In this cozy murder mystery, the plot revolves around the death of a young man, a diabetic named Chester Willis, age 41. The medical examiner lists it as a “probable suicide” from an overdose of insulin. But Dr. Lucy Ingram has her doubts. She had recently treated Chester for an unrelated accident, and having talked with him and observed him carefully, she feels that he was highly unlikely to commit suicide. “No matter what, Chester Willis wouldn’t kill himself,” she said aloud, shaking her head.

“Suspicion was growing deeper in her mind. If somebody had driven Chester Willis to suicide or murdered him, she had to know who… and why.”

With that commitment, the plot is off and running. After Dr. Ingram convinces the medical examiner to do a second autopsy, he finds an injection site on Chester’s toe, from which it is apparent that someone deliberately killed him.

Throughout the book’s 43 short chapters we follow four main characters trying to solve the homicide. Two characters are officially investigating the case – Sheriff Ben Bradley and Chief Detective Wayne Nichols. Dr. Ingram MD is also committed, having set the investigation in motion. There’s also Mae December, the Sheriff’s girlfriend. She boards, trains, and breeds dogs, and maintains an on and off presence in the background, along with her four canines: two Welsh corgis, a black pug, and the newest member of the canine menagerie, a basset hound puppy named Cupcake who was a birthday present for the sheriff’s young son, Matt.

Several other characters also figure in the story, including a newly appointed investigator named Dory and other members of the Sheriff’s staff.

On the other side of the plot is Willis Senior, Chester’s father, who dies of heart failure within days of Chester’s murder, and whose will and the allocation of his sizeable wealth, suggests a motive for Chester’s death. One of the prime suspects in the murder is Rick Willis, Chester’s older brother who, along with his girlfriend Meredith, has debts to pay and acts suspiciously. And, not least, there’s a financially struggling young massage therapist name Brooke to whom Willis Senior had recently decided to bequeath his deceased wife’s jewelry.

When Dory, the new investigator on the sheriff’s staff, tells Detective Wayne “I can’t see her [Brooke] killing anyone,” the chief detective responds that “Anyone can kill, given a sufficiently strong motivation.”

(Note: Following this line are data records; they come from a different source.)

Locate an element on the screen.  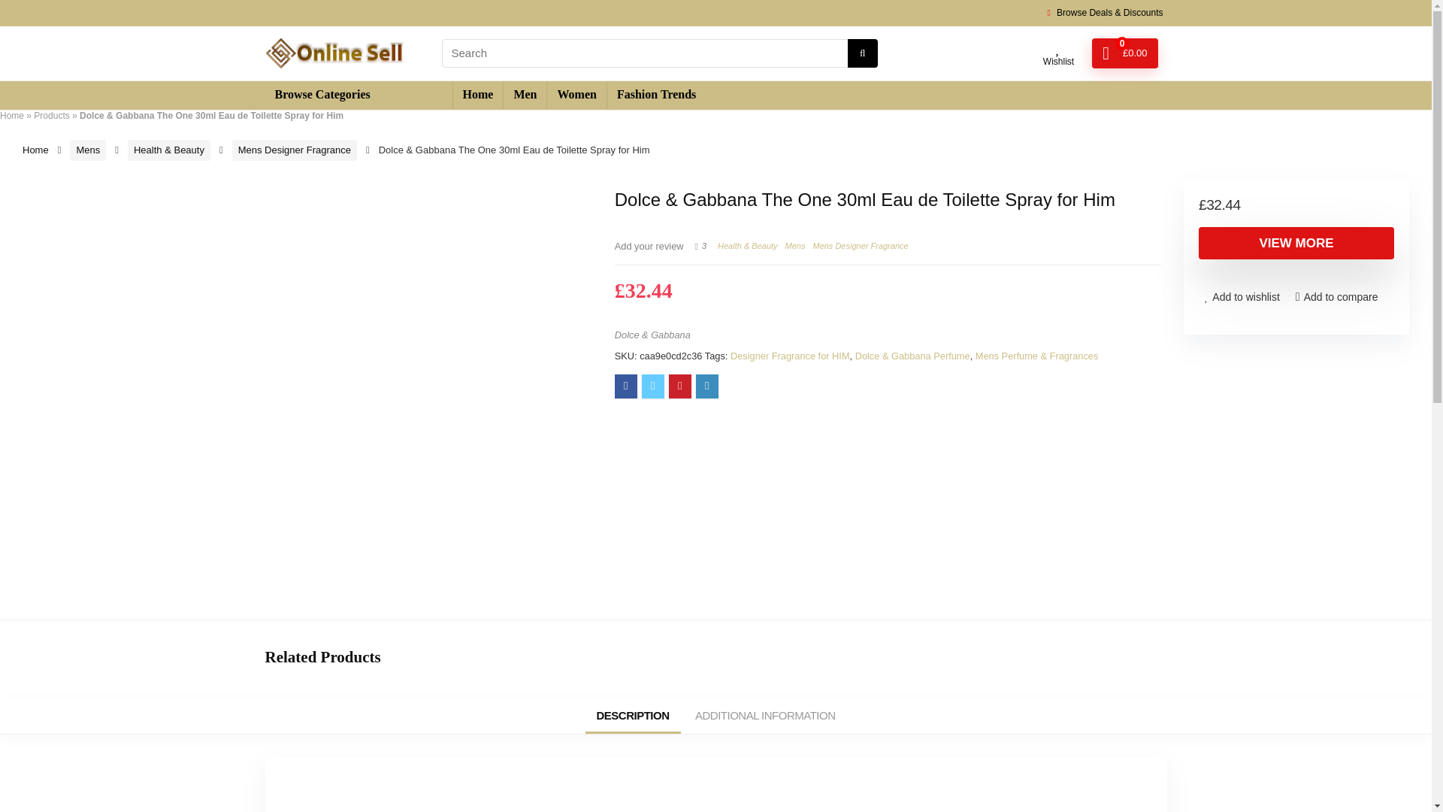
Mens is located at coordinates (87, 150). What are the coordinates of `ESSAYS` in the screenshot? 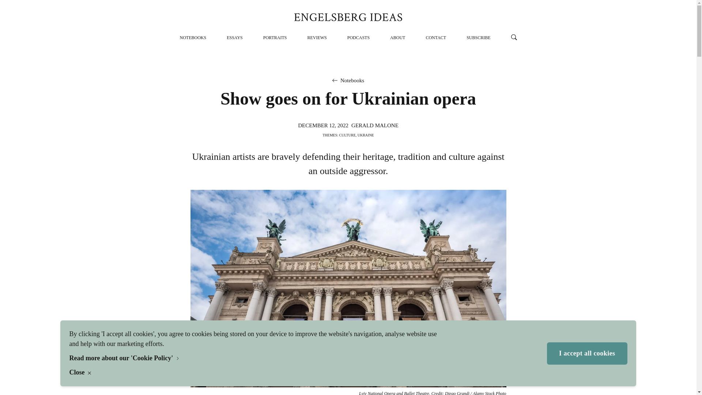 It's located at (235, 38).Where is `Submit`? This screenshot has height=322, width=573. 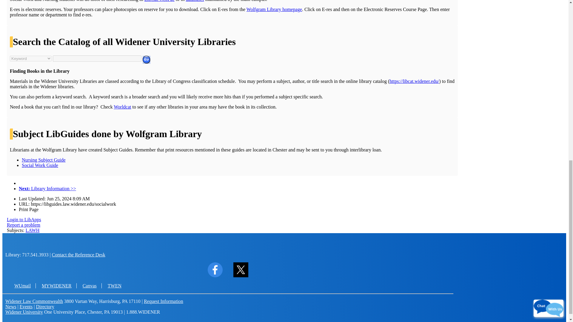
Submit is located at coordinates (146, 60).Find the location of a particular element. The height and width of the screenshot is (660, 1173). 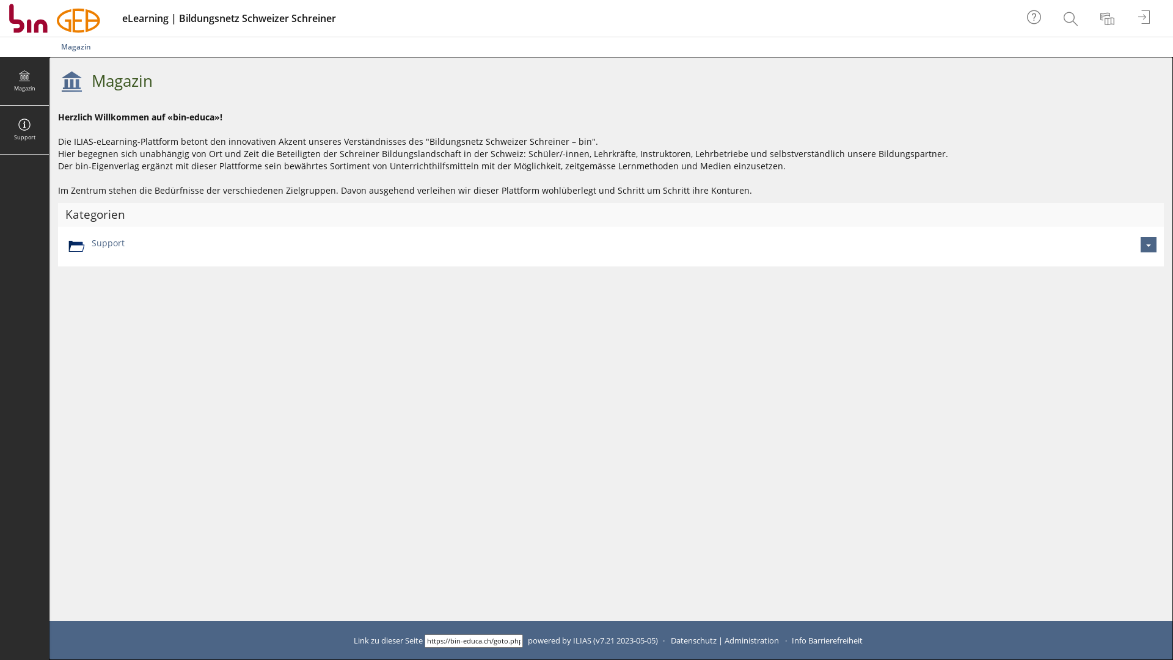

Support is located at coordinates (108, 243).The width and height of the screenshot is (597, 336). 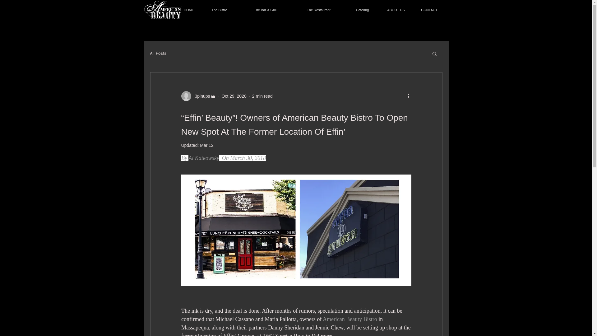 I want to click on Catering, so click(x=362, y=10).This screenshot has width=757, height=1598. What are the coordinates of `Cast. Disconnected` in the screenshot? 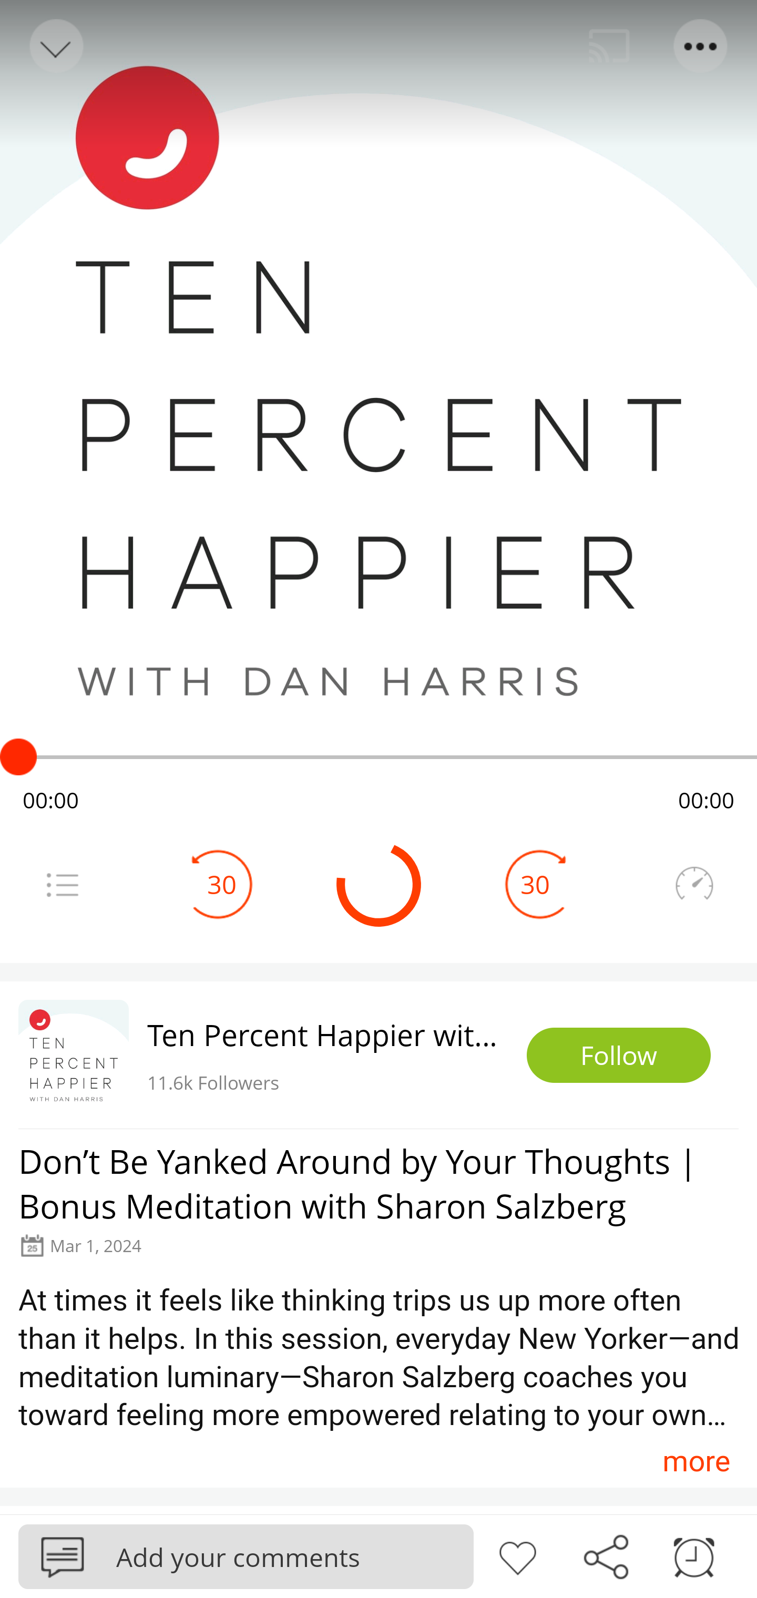 It's located at (609, 47).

There are many threads to this mystery, many characters to keep track of (though the author does a good job of guiding us along), many clues and leads to follow, and many loose ends, all the way to an interesting conclusion. The end of the story is one that some clever and attentive readers may puzzle out well before the last page, but probably not.

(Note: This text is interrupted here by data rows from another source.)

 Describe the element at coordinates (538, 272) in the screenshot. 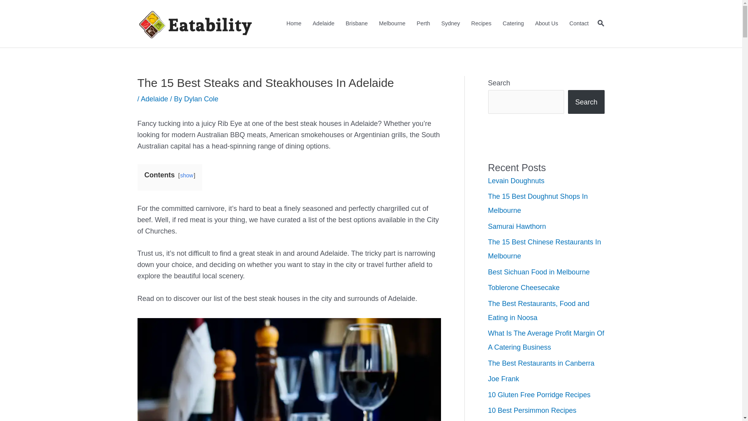

I see `Best Sichuan Food in Melbourne` at that location.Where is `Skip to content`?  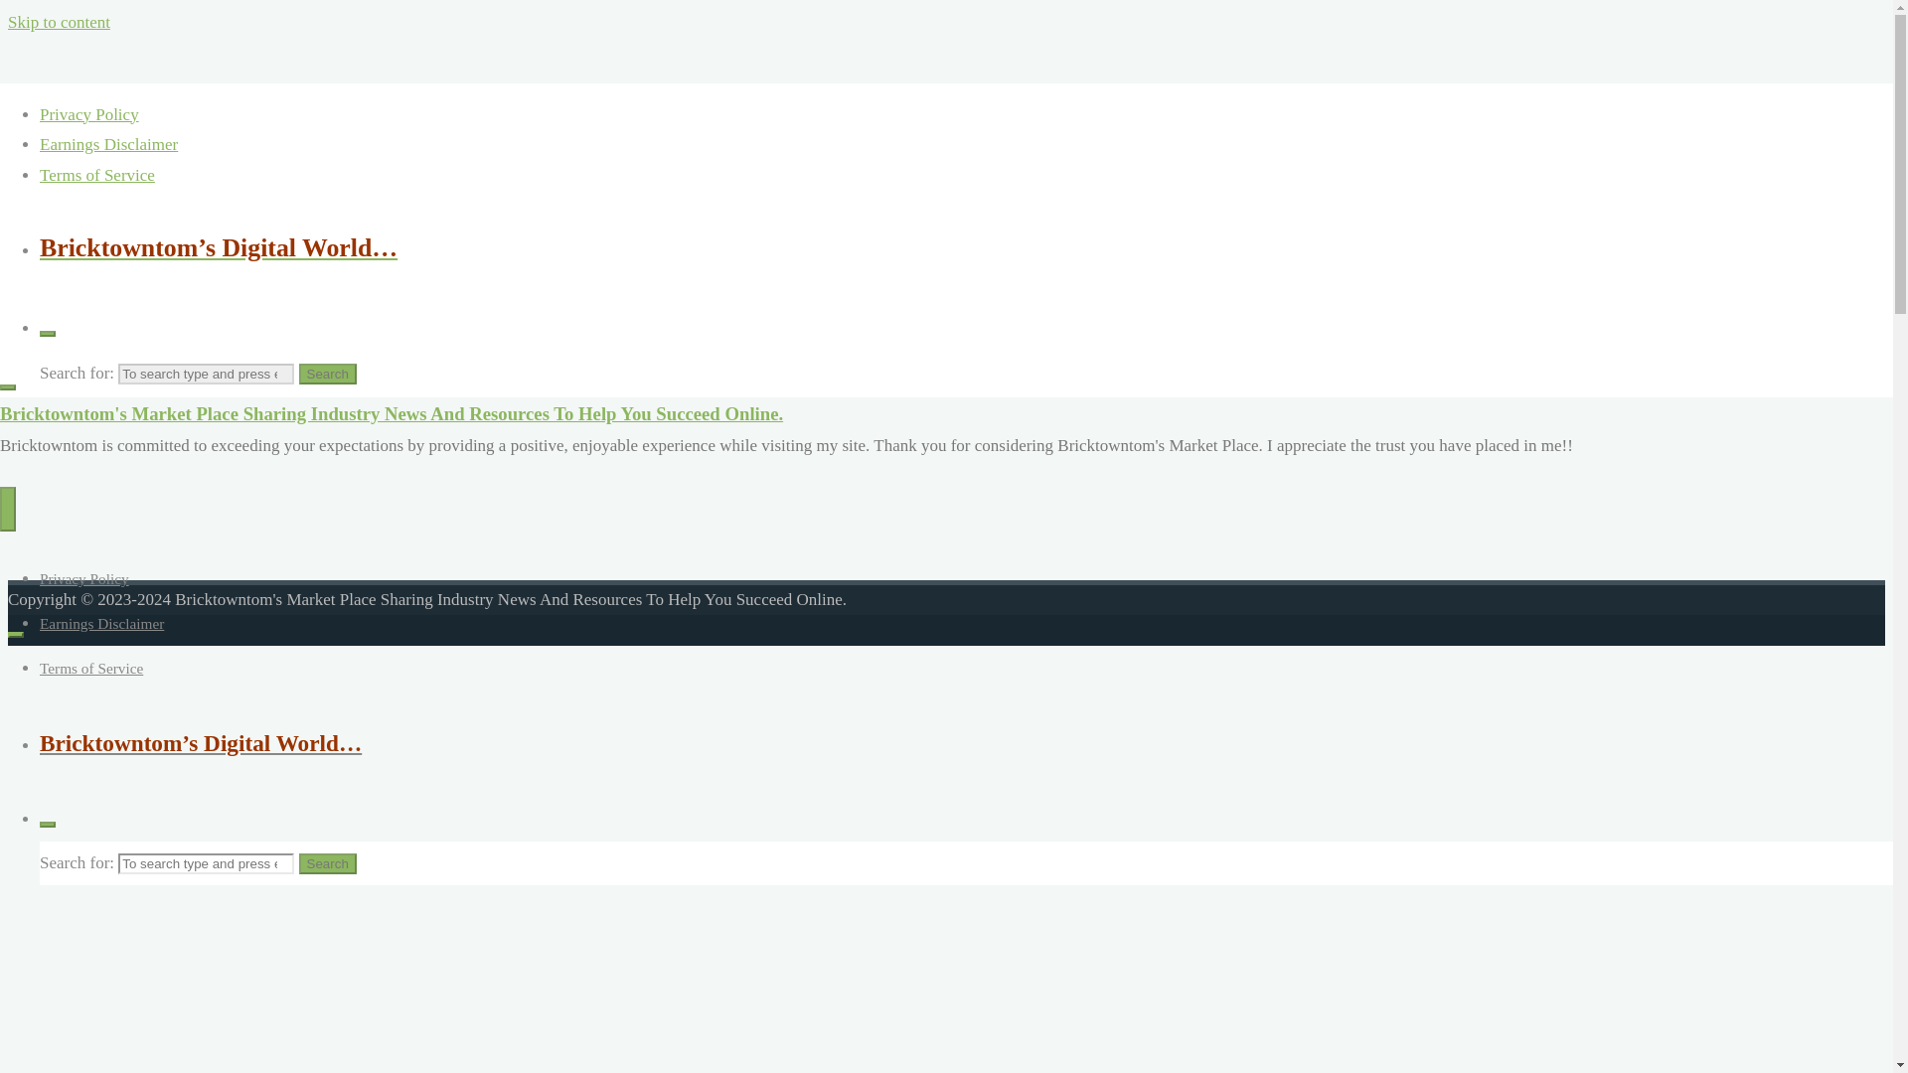
Skip to content is located at coordinates (59, 22).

Four Dog’s Sake is the fourth in the Mae December mystery series, after One Dogs Too Many, Two Dogs Lie Sleeping, and Three Dog Day. But the dogs in Four Dog’s Sake seem to be too deep in the background to be heralded in the book’s title, and some readers (looking for a good dog story) will come away disappointed. They simply play two small a role, though we have to laugh when the basset hound pup keeps stepping on his exceedingly long, floppy ears.

Despite the minor role that dogs play in the story, Four Dog’s Sake is a good, easy read, of an evening or two, while sitting with your own favorite dog by your feet.

P.S. The author, Lia Farrell is a mother-daughter team, consisting of Lyn Farquhar and Lisa Fitzsimmons, both of whom know how to write mystery novels, dogs and all.